Two years later, however, the city will be coming back again after all. The year ahead will be another momentous one for the largest public works project in state history.
New leader
Rail’s new interim executive director, Krishniah Murthy, will lead the project in 2017 after his predecessor, Dan Grabauskas, resigned in August. Caldwell will return to the state Capitol to ask for a second general excise tax surcharge extension, now that skyrocketing costs have buried the project in a new, multibillion-dollar budget hole. (Total costs could hit $9.5 billion, according to the new financial plan.)
What happens during the legislative session this year could shape the future of the island’s elevated transit line — a system that’s supposed to run across Oahu for a century — and whether it goes the full 20 miles to Ala Moana Center.
Supportive City Council
Unlike in 2015, Caldwell will be joined by the City Council, whose members unanimously passed a resolution supporting a tax extension to build the full line. But key state lawmakers have said the city will need to contribute more to the cause.
“It has to be some kind of a joint partnership between the city, the state, the federal and the private sector,” Rep. Sylvia Luke (D, Punchbowl-Pauoa-Nuuanu) said recently. Lawmakers have “yet to see anything from the city other than them coming in and demanding state funds,” she added.

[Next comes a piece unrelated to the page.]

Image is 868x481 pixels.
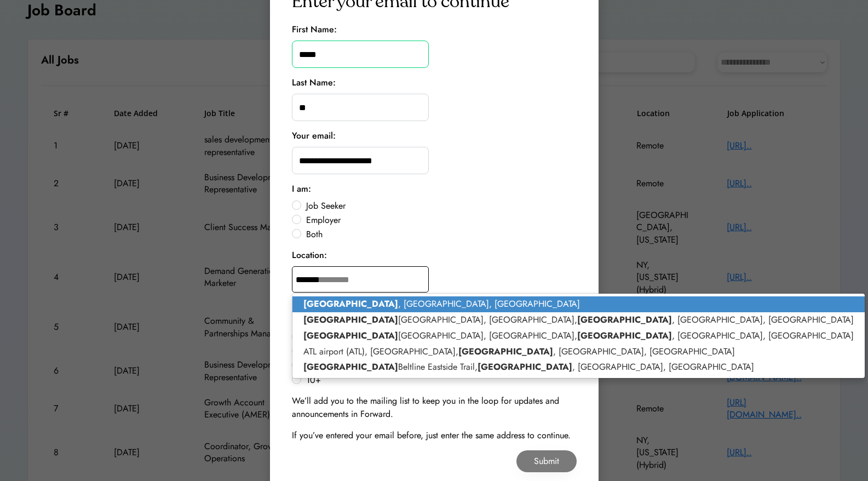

Luke said the city needs to present a “realistic” plan to pay for rail’s operating expenses — estimated to be nearly $130 million in the first year based on its new financial plan — before the Legislature decides what to do. That plan, she said, can’t rely on extending the GET surcharge in perpetuity.
Moving on
Meanwhile, Oahu residents should see construction push further east past Aloha Stadium next year, approaching the airport and Middle Street. Rail’s latest construction joint venture, Shimmick/Traylor/Granite, was given notice to proceed on Dec. 1.
The firm replaces Kiewit Infrastructure West, which often clashed with the Honolulu Authority for Rapid Transportation and in 2017 is expected to finish the rail guideway’s first 10 miles. The firm did not bid on rail’s latest major construction contract.
Observers will monitor whether Shimmick/Traylor/Granite can keep to their $875 million budget for rail’s next 5.2 miles and four stations. Potentially costly power line-relocation conflicts with Hawaiian Electric Co. still lie along the route there.